The following excerpt from an article about the increasing popularity of cremation, printed in today’s New York Times, connects rather eerily to a vampire narrative I recently found: “Whatever the precise cause for the shift, the funeral industry is having to adapt, making up for lost revenue with higher volume and more services, like catered receptions and ash pendants.”
And here are a couple of random on-line ads for ash pendants:
“Ash pendants also known as memorial pendants, keepsake jewelry or even cremation pendants are quickly becoming one of the most popular ways for families to memorialize their loved ones. . . .Ash pendants can keep a loved-one’s spirit and memory alive and nearby for generations to come.”
“Cremation jewelry has many names and comes in a variety of forms, but no matter the words used, cremation jewelry is among the newest and most popular ways to memorialize loved ones. . . . Cremation jewelry, filled with tiny portions of a loved-one’s ashes assures that family memories will always be nearby for those wanting to preserve them. . . . Cremation Ash Pendants are very private and nobody will know you have your loved one with you.”
And now, an excerpt from Mrs. Farley’s 1842 article. Her neighbor was WAY ahead of his time:
In the house on my left lives a stout athletic man, of little more than middle age, of good natural abilities, and by no means destitute of cultivation, whose ruling error is of a graver cast. I had noticed his wearing a small box suspended to his neck by a cord, and, having once alluded to the circumstance, my neighbor gave me the following relation---
“My parents had twelve children, each of whom as they arrived at the age of maturity, sickened and died of consumption. Just twelve months elapsed between the different burials, until eleven sons and daughters were laid in the grave. When my last brother died I had just attained majority. The sympathies of the people around us were strongly excited. When the grave was digging for Joel, some of our friends opened the coffin of the next older child, and found the body as fresh and fair as if the soul had just departed. As each brother or sister died, they fed upon the life of the next in age. Our friends then urged upon my parents and myself the necessity of burning the heart of my brother and wearing the ashes about my person, as the only means of saving me from a like fate. But I could not consent to such a course, and he was buried. Two months passed away, and I could no longer conceal from my anxious parents the ravages of disease. They again urged burning the heart of my brother as being their only hope, and as I continued to resist, my mother called the aid of a still more powerful advocate. My wife, to whom I was then engaged, entreated me to consent. ‘If I am restored to health by such means, Abby,’ I replied, ‘I cannot live here. You must leave home and friends, and go with me to some uninhabited spot.’ ‘I will,--to any part of the world;’ was her firm response. So the deed was done. I came here with Abby when there were no inhabitants but bears, catamounts and loupcerviers. I hunted, felled trees, tilled the soil, and built this house with my own hands; yet I am, as you perceive, still strong and hearty.”
“But may not your recovery be attributed to air, exercise, change of climate and different mode of living?” I inquired. He shook his head, touched the box, (the charm) and turned away.
Hmmm . . . an apotropaic ash pendant; unique in America’s vampire arsenal, as far as I can tell.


A word-for-word copy of the listing, free of images, is the expected answer.

■ **Given data**:
^^^^^^^^

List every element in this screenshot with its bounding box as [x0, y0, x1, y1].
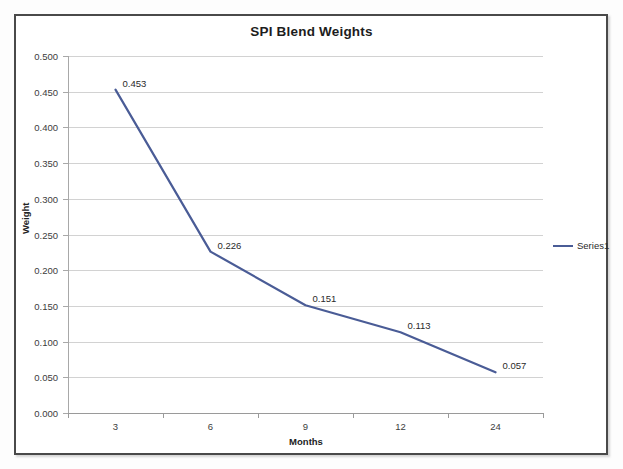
y-tick-label: 0.350	[12, 158, 58, 169]
y-tick-mark	[63, 199, 68, 200]
data-label: 0.226	[218, 240, 242, 251]
x-tick-label: 9	[286, 421, 326, 432]
x-tick-mark	[68, 413, 69, 418]
y-tick-mark	[63, 92, 68, 93]
y-tick-label: 0.100	[12, 336, 58, 347]
legend-color-swatch	[553, 245, 573, 247]
x-axis-title: Months	[68, 436, 544, 447]
x-tick-label: 3	[96, 421, 136, 432]
data-label: 0.113	[408, 320, 431, 331]
chart-legend: Series1	[553, 240, 609, 251]
legend-entry-series1: Series1	[577, 240, 609, 251]
y-tick-mark	[63, 270, 68, 271]
y-tick-mark	[63, 377, 68, 378]
y-axis-line	[68, 56, 69, 414]
x-tick-mark	[543, 413, 544, 418]
y-tick-label: 0.300	[12, 193, 58, 204]
y-tick-mark	[63, 306, 68, 307]
y-tick-label: 0.450	[12, 86, 58, 97]
plot-area	[68, 56, 543, 413]
gridline	[68, 306, 543, 307]
data-label: 0.151	[313, 293, 337, 304]
x-tick-mark	[353, 413, 354, 418]
y-tick-label: 0.500	[12, 51, 58, 62]
x-tick-label: 24	[476, 421, 516, 432]
y-tick-label: 0.150	[12, 300, 58, 311]
x-tick-label: 12	[381, 421, 421, 432]
chart-title: SPI Blend Weights	[0, 24, 623, 39]
chart-screenshot: SPI Blend Weights Weight Months 0.5000.4…	[0, 0, 623, 469]
y-tick-label: 0.250	[12, 229, 58, 240]
x-axis-line	[68, 413, 544, 414]
data-label: 0.453	[123, 78, 147, 89]
gridline	[68, 92, 543, 93]
gridline	[68, 163, 543, 164]
y-tick-label: 0.050	[12, 372, 58, 383]
gridline	[68, 377, 543, 378]
gridline	[68, 56, 543, 57]
x-tick-mark	[448, 413, 449, 418]
y-tick-mark	[63, 342, 68, 343]
x-tick-mark	[163, 413, 164, 418]
x-tick-mark	[258, 413, 259, 418]
y-tick-mark	[63, 127, 68, 128]
gridline	[68, 235, 543, 236]
gridline	[68, 199, 543, 200]
y-tick-mark	[63, 163, 68, 164]
y-tick-label: 0.400	[12, 122, 58, 133]
data-label: 0.057	[503, 360, 527, 371]
x-tick-label: 6	[191, 421, 231, 432]
y-tick-label: 0.200	[12, 265, 58, 276]
gridline	[68, 342, 543, 343]
y-tick-mark	[63, 56, 68, 57]
y-tick-mark	[63, 235, 68, 236]
y-tick-label: 0.000	[12, 408, 58, 419]
gridline	[68, 127, 543, 128]
gridline	[68, 270, 543, 271]
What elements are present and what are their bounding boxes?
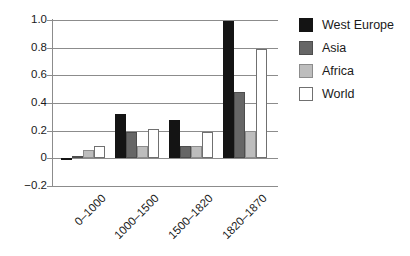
y-tick-label: 0.2 — [3, 125, 47, 137]
y-tick-label: 1.0 — [3, 14, 47, 26]
legend-label: West Europe — [322, 19, 394, 32]
legend-item-west-europe: West Europe — [299, 15, 407, 35]
legend-swatch-icon — [299, 18, 313, 32]
bar-africa — [191, 146, 202, 159]
legend-label: Africa — [322, 65, 354, 78]
y-tick-label: 0 — [3, 153, 47, 165]
x-tick-label: 1500–1820 — [166, 192, 215, 241]
y-tick-label: −0.2 — [3, 180, 47, 192]
legend-item-world: World — [299, 84, 407, 104]
bar-africa — [137, 146, 148, 159]
bar-africa — [83, 150, 94, 158]
x-tick-label: 0–1000 — [72, 192, 108, 228]
y-axis-labels: 1.0 0.8 0.6 0.4 0.2 0 −0.2 — [0, 0, 47, 256]
bar-west-europe — [169, 120, 180, 159]
bar-world — [94, 146, 105, 159]
legend-swatch-icon — [299, 87, 313, 101]
bar-group — [61, 20, 109, 186]
x-tick-label: 1000–1500 — [112, 192, 161, 241]
bar-africa — [245, 131, 256, 159]
bar-asia — [234, 92, 245, 158]
bar-chart-figure: 1.0 0.8 0.6 0.4 0.2 0 −0.2 — [0, 0, 410, 256]
bar-west-europe — [61, 158, 72, 160]
bar-world — [256, 49, 267, 158]
bar-west-europe — [223, 21, 234, 158]
legend-label: World — [322, 88, 354, 101]
y-tick-label: 0.4 — [3, 97, 47, 109]
bar-group — [169, 20, 217, 186]
bar-asia — [180, 146, 191, 159]
gridline — [53, 186, 278, 187]
bar-group — [115, 20, 163, 186]
legend-item-africa: Africa — [299, 61, 407, 81]
bar-west-europe — [115, 114, 126, 158]
chart-legend: West Europe Asia Africa World — [299, 15, 407, 107]
legend-item-asia: Asia — [299, 38, 407, 58]
bar-world — [202, 132, 213, 158]
y-tick-label: 0.8 — [3, 42, 47, 54]
bar-world — [148, 129, 159, 158]
legend-swatch-icon — [299, 64, 313, 78]
legend-label: Asia — [322, 42, 346, 55]
bar-asia — [126, 132, 137, 158]
bar-asia — [72, 156, 83, 158]
plot-area — [53, 20, 278, 186]
x-tick-label: 1820–1870 — [220, 192, 269, 241]
legend-swatch-icon — [299, 41, 313, 55]
bar-group — [223, 20, 271, 186]
y-tick-label: 0.6 — [3, 70, 47, 82]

^^^^^^^^

■ **The answer**:
List every element in this screenshot with its bounding box as [x0, y0, x1, y1].
y-tick-label: 0.350	[12, 158, 58, 169]
y-tick-mark	[63, 199, 68, 200]
data-label: 0.226	[218, 240, 242, 251]
x-tick-label: 9	[286, 421, 326, 432]
x-tick-mark	[68, 413, 69, 418]
y-tick-mark	[63, 92, 68, 93]
y-tick-label: 0.100	[12, 336, 58, 347]
legend-color-swatch	[553, 245, 573, 247]
x-axis-title: Months	[68, 436, 544, 447]
x-tick-label: 3	[96, 421, 136, 432]
data-label: 0.113	[408, 320, 431, 331]
chart-legend: Series1	[553, 240, 609, 251]
legend-entry-series1: Series1	[577, 240, 609, 251]
y-tick-mark	[63, 270, 68, 271]
y-tick-mark	[63, 377, 68, 378]
y-axis-line	[68, 56, 69, 414]
x-tick-mark	[543, 413, 544, 418]
y-tick-label: 0.300	[12, 193, 58, 204]
y-tick-mark	[63, 306, 68, 307]
y-tick-label: 0.450	[12, 86, 58, 97]
plot-area	[68, 56, 543, 413]
gridline	[68, 306, 543, 307]
data-label: 0.151	[313, 293, 337, 304]
x-tick-mark	[353, 413, 354, 418]
y-tick-label: 0.500	[12, 51, 58, 62]
x-tick-label: 24	[476, 421, 516, 432]
y-tick-label: 0.150	[12, 300, 58, 311]
x-tick-label: 12	[381, 421, 421, 432]
chart-title: SPI Blend Weights	[0, 24, 623, 39]
chart-screenshot: SPI Blend Weights Weight Months 0.5000.4…	[0, 0, 623, 469]
y-tick-label: 0.250	[12, 229, 58, 240]
x-axis-line	[68, 413, 544, 414]
data-label: 0.453	[123, 78, 147, 89]
gridline	[68, 92, 543, 93]
gridline	[68, 163, 543, 164]
y-tick-label: 0.050	[12, 372, 58, 383]
gridline	[68, 377, 543, 378]
gridline	[68, 56, 543, 57]
x-tick-mark	[448, 413, 449, 418]
y-tick-mark	[63, 342, 68, 343]
x-tick-mark	[163, 413, 164, 418]
x-tick-mark	[258, 413, 259, 418]
y-tick-mark	[63, 127, 68, 128]
gridline	[68, 235, 543, 236]
gridline	[68, 199, 543, 200]
y-tick-mark	[63, 163, 68, 164]
y-tick-label: 0.400	[12, 122, 58, 133]
data-label: 0.057	[503, 360, 527, 371]
x-tick-label: 6	[191, 421, 231, 432]
y-tick-label: 0.200	[12, 265, 58, 276]
gridline	[68, 342, 543, 343]
y-tick-mark	[63, 56, 68, 57]
y-tick-mark	[63, 235, 68, 236]
y-tick-label: 0.000	[12, 408, 58, 419]
gridline	[68, 127, 543, 128]
gridline	[68, 270, 543, 271]
What elements are present and what are their bounding boxes?
y-tick-label: 0.2 — [3, 125, 47, 137]
y-tick-label: 1.0 — [3, 14, 47, 26]
legend-label: West Europe — [322, 19, 394, 32]
legend-item-west-europe: West Europe — [299, 15, 407, 35]
legend-swatch-icon — [299, 18, 313, 32]
bar-africa — [191, 146, 202, 159]
legend-label: Africa — [322, 65, 354, 78]
y-tick-label: 0 — [3, 153, 47, 165]
x-tick-label: 1500–1820 — [166, 192, 215, 241]
y-tick-label: −0.2 — [3, 180, 47, 192]
legend-item-world: World — [299, 84, 407, 104]
bar-africa — [137, 146, 148, 159]
bar-africa — [83, 150, 94, 158]
x-tick-label: 0–1000 — [72, 192, 108, 228]
y-axis-labels: 1.0 0.8 0.6 0.4 0.2 0 −0.2 — [0, 0, 47, 256]
bar-west-europe — [169, 120, 180, 159]
bar-world — [94, 146, 105, 159]
legend-swatch-icon — [299, 87, 313, 101]
bar-group — [61, 20, 109, 186]
x-tick-label: 1000–1500 — [112, 192, 161, 241]
bar-africa — [245, 131, 256, 159]
bar-asia — [234, 92, 245, 158]
bar-chart-figure: 1.0 0.8 0.6 0.4 0.2 0 −0.2 — [0, 0, 410, 256]
bar-west-europe — [61, 158, 72, 160]
bar-world — [256, 49, 267, 158]
bar-west-europe — [223, 21, 234, 158]
legend-label: World — [322, 88, 354, 101]
y-tick-label: 0.4 — [3, 97, 47, 109]
bar-group — [169, 20, 217, 186]
bar-asia — [180, 146, 191, 159]
gridline — [53, 186, 278, 187]
bar-group — [115, 20, 163, 186]
legend-item-africa: Africa — [299, 61, 407, 81]
bar-west-europe — [115, 114, 126, 158]
chart-legend: West Europe Asia Africa World — [299, 15, 407, 107]
legend-item-asia: Asia — [299, 38, 407, 58]
bar-world — [202, 132, 213, 158]
y-tick-label: 0.8 — [3, 42, 47, 54]
bar-world — [148, 129, 159, 158]
legend-swatch-icon — [299, 64, 313, 78]
legend-label: Asia — [322, 42, 346, 55]
bar-asia — [126, 132, 137, 158]
bar-asia — [72, 156, 83, 158]
plot-area — [53, 20, 278, 186]
x-tick-label: 1820–1870 — [220, 192, 269, 241]
legend-swatch-icon — [299, 41, 313, 55]
bar-group — [223, 20, 271, 186]
y-tick-label: 0.6 — [3, 70, 47, 82]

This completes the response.